> On 29 Jun 2016, at 09:45, Joachim Tuchel <[email protected]> wrote:
>
> Ben,
>
> > Ben Coman <[email protected]> hat am 29. Juni 2016 um 09:40 geschrieben:
> > Your questions are significant. The standard library should not be
> > complicated by trying to handle undefined missing fields from a row.
> > Such a file is simply invalid.
> > cheers -ben
>
> I fully agree, I just wanted to give an example of questions that are way
> more difficult to answer than it might seem in the first place. I wanted to
> make an argument for not blaming NeoCSV for being unable to parse a file like
> that. I am surely not asking for NeoCSV to do some magic on invalid CSV
> files. It would be wrong in at least 50% of the cases anyways, no matter what
> kind of assumptions it would make.
>
> Joachim
So yes, CSV is only defined for records that are all the same size.

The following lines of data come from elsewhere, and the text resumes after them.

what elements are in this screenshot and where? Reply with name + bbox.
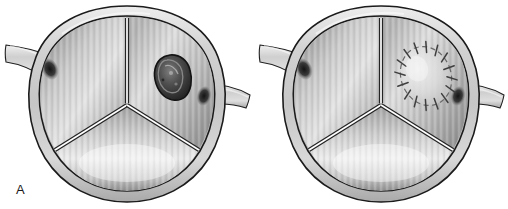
panel-a: A xyxy=(0,0,254,209)
figure-container: A xyxy=(0,0,508,209)
panel-label-a: A xyxy=(16,183,25,196)
leaflet-non-coronary-highlight xyxy=(333,144,429,182)
leaflet-non-coronary-highlight xyxy=(79,144,175,182)
aortic-valve-diagram-a xyxy=(0,0,254,209)
aortic-valve-diagram-b xyxy=(254,0,508,209)
panel-b: B xyxy=(254,0,508,209)
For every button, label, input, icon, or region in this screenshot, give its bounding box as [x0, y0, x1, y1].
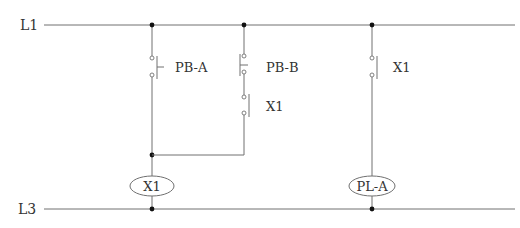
contact-terminal [150, 56, 154, 60]
pb-b-label: PB-B [266, 60, 299, 75]
contact-terminal [370, 73, 374, 77]
contact-terminal [242, 54, 246, 58]
pb-a-label: PB-A [175, 60, 208, 75]
pushbutton-pb-b: PB-B [240, 54, 299, 76]
junction-node [370, 23, 375, 28]
contact-x1-seal: X1 [242, 94, 284, 117]
contact-terminal [242, 95, 246, 99]
contact-x1: X1 [370, 56, 411, 79]
pilot-lamp-pl-a: PL-A [349, 176, 395, 196]
contact-terminal [242, 111, 246, 115]
junction-node [370, 207, 375, 212]
junction-node [150, 207, 155, 212]
rung-1: PB-A X1 [130, 23, 208, 212]
ladder-diagram: L1 L3 PB-A X1 [0, 0, 520, 228]
coil-x1-label: X1 [143, 179, 161, 194]
pilot-lamp-label: PL-A [356, 179, 388, 194]
rail-label-l1: L1 [20, 17, 38, 33]
contact-x1-label: X1 [393, 60, 411, 75]
rung-1-branch: PB-B X1 [152, 23, 299, 155]
contact-terminal [370, 56, 374, 60]
coil-x1: X1 [130, 176, 174, 196]
rung-2: X1 PL-A [349, 23, 411, 212]
contact-x1-seal-label: X1 [266, 99, 284, 114]
junction-node [150, 23, 155, 28]
pushbutton-pb-a: PB-A [150, 56, 208, 79]
rail-label-l3: L3 [18, 201, 36, 217]
contact-terminal [150, 73, 154, 77]
junction-node [242, 23, 247, 28]
ladder-diagram-svg: L1 L3 PB-A X1 [0, 0, 520, 228]
contact-terminal [242, 70, 246, 74]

NeoCSVReader can however deal with shorter records. The first record (or
header, or convertors) define the number of fields for the whole file.
Obviously, only empty fields at the end are supported.
Here is an example:
(NeoCSVReader on: '1,2,3\5\3,2,1' withCRs readStream) emptyFieldValue: #empty;
upToEnd.
=> #(#('1' '2' '3') #('5' #empty #empty) #('3' '2' '1'))
The second line/record contains only one value, empty ones are added
automatically. The #emptyFieldValue is optional and defaults to nil.